This isn’t an attack on you bc you’re not the only person on the internet today who has asked the same thing, but it’s amazing how many ****ing Americans have no idea how her **** their government actually works. They’re ALWAYS angry at something but they can’t be bothered to understand why.

I thought during Obama and trump, when politics became such a “in your face” thing with social media and Trump’s personality that people would learn why major legislation always died in The Senate. Yet apparently, that’s just too hard for many Americans to understand. I still see ppl bitching about how Obamacare doesn’t contain a government (Medicare) option. Pssss, filibuster.

I’ve even see fellow Democrats bitch about Biden not using an executive order to ban AR15s. LOL. Again, people can’t be bothered to learn the basics about the government they live in. We just always assume that our democracy has always been and always will be rather than learning how it actually functions (or should function).

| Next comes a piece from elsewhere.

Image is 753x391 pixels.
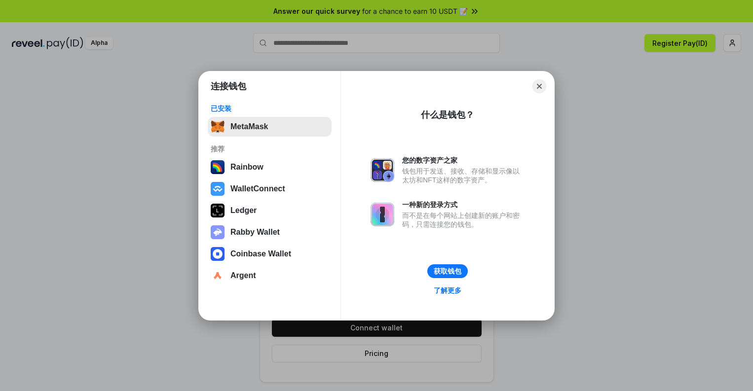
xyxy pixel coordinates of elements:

The filibuster didn’t exist in the 18th century. The Senate is supposed to be ruled by the majority. The minority was given representation in the form of having equal # of senators from every state. But it’s been morphed from southern slaveholders, to Woodrow Wilson desiring WWI aid, to segregationists, to Republicans today. Want to learn this history? This book is a great starting place:
Amazon product ASIN 1631497774View: https://www.amazon.com/Kill-Switch-Crippling-American-Democracy/dp/1631497774


View: https://www.npr.org/2021/01/12/955970922/kill-switch-examines-the-racist-history-of-the-senate-filibuster


Get rid of the filibuster? You potentially get:

Single payer health care
Women’s riches (codify Roe)
Campaign finance reform
Immigration reform
Voting rights
Gun control

You get a senate that might actually be responsive to the country’s needs.

Keep the filibuster? Nothing of significance will pass. And republicans will merely pass tax cuts under reconciliation (only requires a majority) and confirm judges (also only requires a majority) when they’re in charge. And that’s all they care about. But will your life improve with tax cuts and conservative corporate judges? Probably not.

People were complaining about the filibuster when the votes were 51-49. Last I checked, that’s a majority.